I went back to it at a point when I was finally ready and able to do that, and I continued to study it until I had re-orientated my life. The life I had before was just a miserable sea of gray, and I don't want to live like that anymore . . . Oh gosh, but I don't want to subject you to a three-hour monologue just standing here in the hallway . . . Oh, I'm so nervous! Come into the kitchen and I'll make you some coffee after your long journey."
"Yes, indeed, a long journey--that's exactly what it's been. You could even say I've been traveling at full speed and non-stop for a whole year, so coffee will go down just fine. It might also settle my nervous excitement."
Absorbed as he was in these unfolding events, drinking coffee seemed nothing more than a distraction to him.
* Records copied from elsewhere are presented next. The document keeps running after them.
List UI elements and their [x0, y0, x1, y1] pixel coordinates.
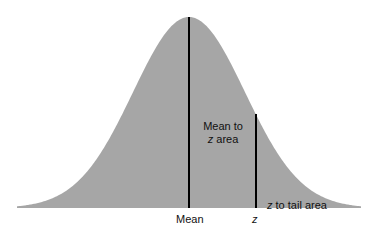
mean-to-z-label-line1: Mean to: [203, 120, 243, 133]
z-to-tail-area-label: z to tail area: [267, 199, 327, 212]
mean-to-z-area-label: Mean to z area: [203, 120, 243, 146]
z-axis-label: z: [252, 213, 258, 226]
mean-to-z-label-line2: z area: [203, 133, 243, 146]
mean-axis-label: Mean: [176, 213, 204, 226]
tail-area-text: to tail area: [273, 199, 327, 211]
area-word: area: [213, 133, 238, 145]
He drank it hastily and in a perfunctory fashion.
You know, I didn't think I would ever see you again--I really didn't. But I'm sure glad to be here now."
"Would you like another cup," she asked, standing at the kitchen sink.
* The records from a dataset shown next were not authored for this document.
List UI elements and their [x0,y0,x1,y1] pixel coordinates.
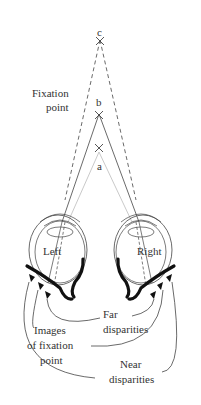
point-a-label: a [97,160,102,172]
point-c-label: c [97,26,102,38]
images-label-3: point [40,354,63,366]
near-label-2: disparities [109,373,154,385]
cross-b-icon [95,111,103,119]
disparity-diagram: c b a Fixation point Left Right [0,0,201,405]
far-label-1: Far [103,308,118,320]
cross-a-icon [95,144,103,152]
point-b-label: b [96,96,102,108]
far-label-2: disparities [103,323,148,335]
near-label-1: Near [120,358,142,370]
left-eye-label: Left [43,245,61,257]
images-label-1: Images [34,324,66,336]
point-markers [95,37,104,152]
fixation-label-1: Fixation [32,87,69,99]
right-eye-label: Right [137,245,161,257]
cross-c-icon [96,37,104,45]
fixation-label-2: point [46,101,69,113]
images-label-2: of fixation [27,339,74,351]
"No, thanks, that was just fine." His nervous agitation was such that it left him with little sense or memory of even having drunk the first cup.
He stood up and approached her tentatively and then took her in his arms. They stood wrapped tightly together for several minutes in quiet meditation, their entwined bodies rocking from side to side in a gentle swaying motion.
"Come into the bedroom where we can lie down together." she said. "I've got such personal things to tell you."
They took off their shoes and stretched out side by side on the snow-white bedspread of her queen-size bed.
"I have been learning to tune into my own feelings so that I might experience the full intensity of my own wishes," she said, "and these new and enlivened wishes are now strong enough to guide me, and thus perform their proper motivational function.
Cultivating an increasing strength and directness of feeling has enabled me to quickly reach the point of planning a move to rural Minnesota to buy an abandoned farmhouse.
I've discovered this is what I really want, and I know I really want it because I can feel it now so alive and strong. I want you to come with me and I’m sure of that too because I can feel it as strong and alive as anything.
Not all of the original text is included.